- A found footage film where we see it
live... not found.
I should explain the subheading first.
The entire movie is seen through multiple cameras all of which are
cameras being held by people within the movie or security cameras or
the like. Almost every camera is fully explained within the confines
of the movie so it's like the viewer is in the movie. I vomit in the
general direction of that idea. Blair Witch did it fine insomuch as
it was the first time that kind of thing was done and was financially
successful. Since then all attempts at the genre of “found footage”
has basically killed my will to live. I didn't know this would be a
shaky camera experience prior to movie start, had I, I might not have
sat down to watch it. I lie, I was always going to give it a whirl.
I give things too many chances to impress me and this was no
different. I mean, Max Landis of the YouTube hit “The Death and Return of Superman” wrote it. While I didn't really get a kick out
of that video because I knew most of the information, it was probably
the most concise and humorous video explaining what in the world
happened during that Superman arc. For that I must give him more
writing credit than most of the writers of big comic publishers.
Unfortunately what I didn't know is
that Landis is just as incapable of writing a good back story or
decent character development than anyone else in the comic book
industry. The pacing of the entire movie is way off-kilter and by
the end of it I didn't count one scene that was fun-loving, exciting,
emotional or gripping. The movie just sort of happened in front of
my eyes and I couldn't leave because I'm an all or none kind of
person.
The main characters of the movie are
three pretty generic stereotypes. We have the pasty white loner guy
who has a troubled home and school life (played by Dane DeHaan), a lazy stoner (though drug use is never seen but implied) high school
student (played by Alex Russell)
and to round out the three, the everyone loves him, everyone is
jealous of him class-president black high school student (played by Michael B. Jordan). Minus a
little more detail for the loner kid, that's the character
development I'm afraid. And what does the audience do for 60 minutes
of the 1 hour and 29 minute movie? They watch these three reprobates
do stupid generic teenage garbage. They make a stuffed bear dance in
a toy store to scare a kid, they throw dishes on the ground, they
move a parked car so the owner thinks the car was stolen, they learn
how to fly, they make a shopping cart run away. They own their
talent day, they win at beer pong and finally one of them rams a car
off the road.
That's where the pacing goes a bit off.
Ramming the car off the road isn't at the end of their hi-jinx it is
the middle. They have a good proper sit down of setting rules and
how they need to behave and then finish up their hi-jinx before any
real sort of conflict happens. We all know there is going to be
conflict but we're just sitting there waiting for it. I'm not going
to say it was boring but it was a bit tedious. We all understood what
was going on as they just kept showing the same style of sequences
repeatedly for the less than intuitive audience.

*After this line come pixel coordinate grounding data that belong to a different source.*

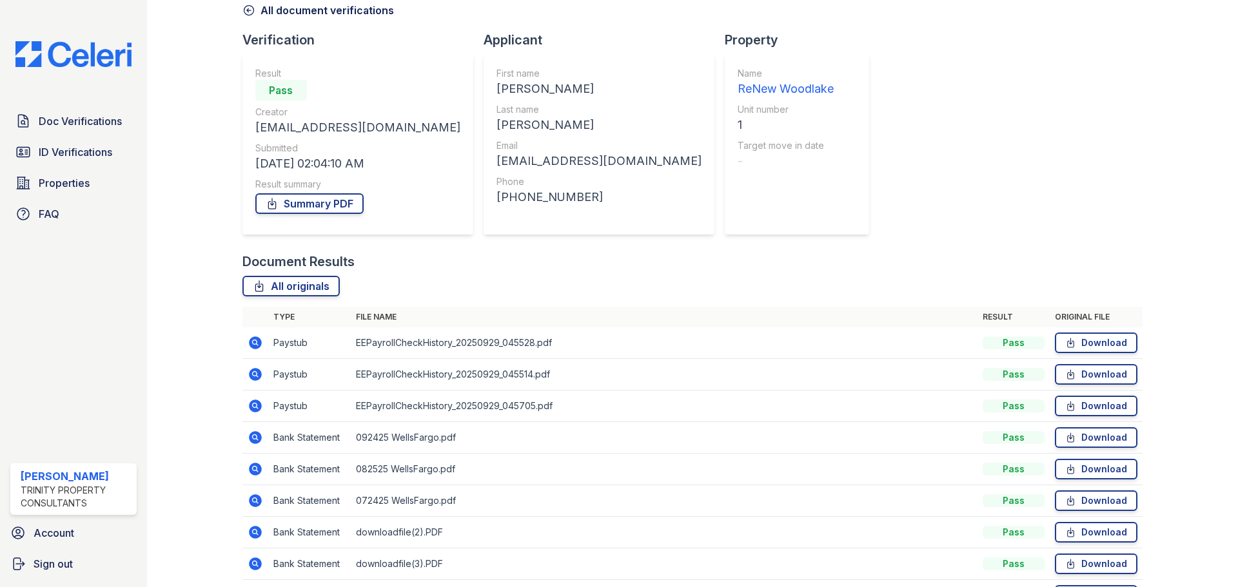 This screenshot has width=1238, height=587. What do you see at coordinates (73, 54) in the screenshot?
I see `img: CE_Logo_Blue-a8612792a0a2168367f1c8372b55b34899dd931a85d93a1a3d3e32e68fde9ad4.png` at bounding box center [73, 54].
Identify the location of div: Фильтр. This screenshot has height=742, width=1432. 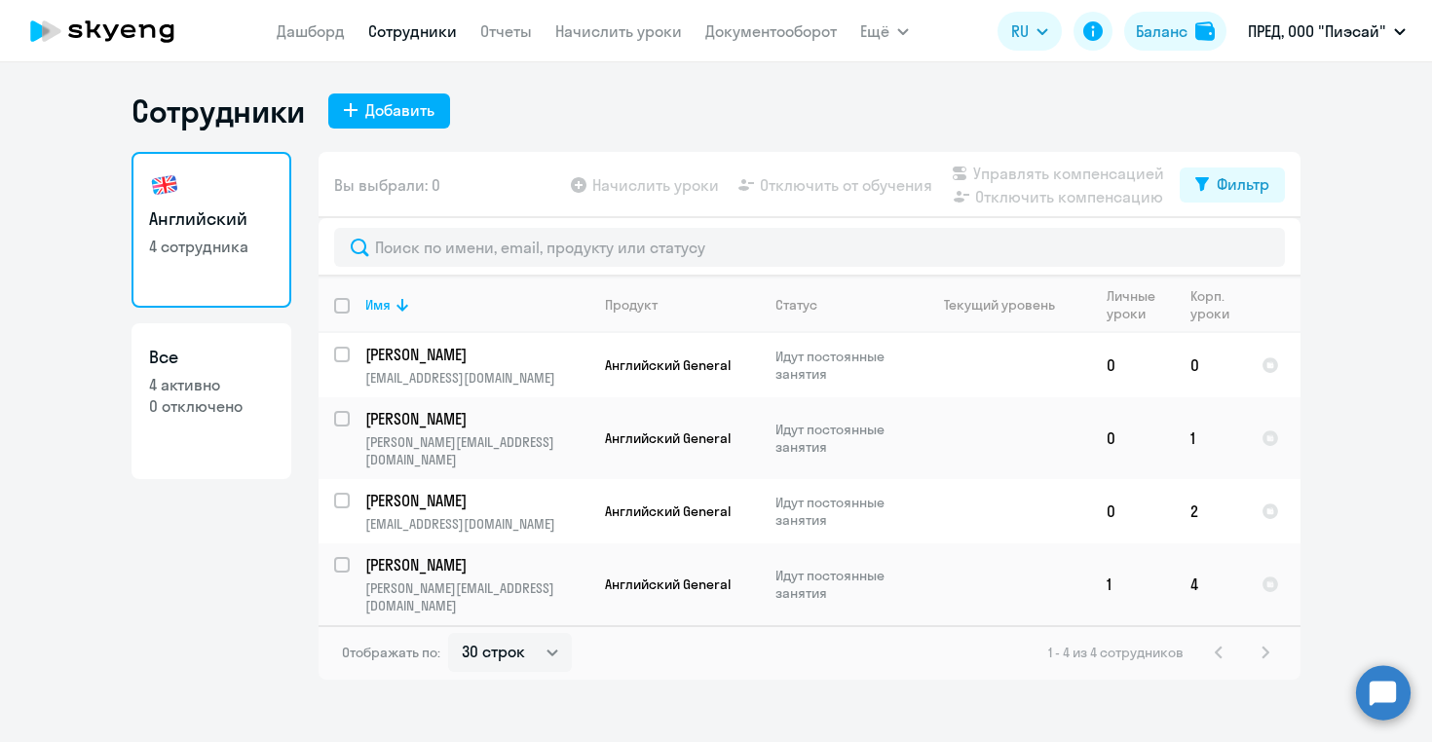
(1243, 184).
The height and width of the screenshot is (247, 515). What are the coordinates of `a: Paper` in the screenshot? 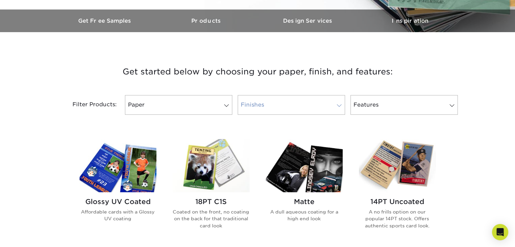 It's located at (178, 105).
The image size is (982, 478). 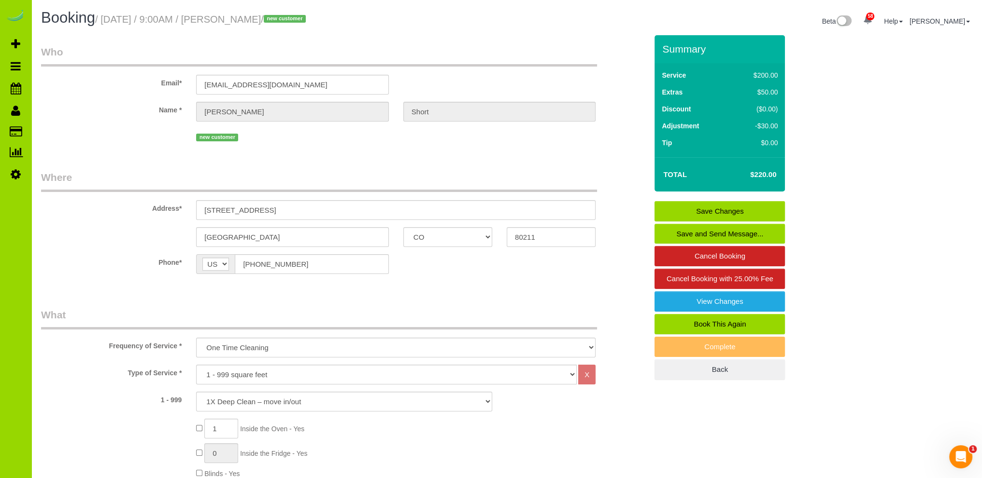 What do you see at coordinates (666, 143) in the screenshot?
I see `label: Tip` at bounding box center [666, 143].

When I brood I crush cars with my hands not my mind. |
I think this movie would have benefited
from actually being filmed as a B rated hero-comedy spoof because
sometimes it took itself too seriously and it didn't work out well.
I think the movie is geared toward 16 year olds who aren't really
into comic books but who are into teenage angst and devil-may-care
attitude toward life. The plain and simple of this is the movie
dragged on long after they ran out of script and padded the middle of
the movie to the best of their ability – not well. This movie has
no right sharing a shelf with other superhero based movies.
This painful movie got a 2/10.
PS: If you have anything else to do
than to watch this movie, do it.
Erich, Leon and I really enjoyed it, haha :)
ReplyDeleteIt was okay. Very angst-y though and I wanted to punch the main character in the head. I thought it needed more humour as well. The camcorder style was a bit distracting!
ReplyDeleteYes, looking at it's overall ratings it certainly is in the positive, I just don't see it myself.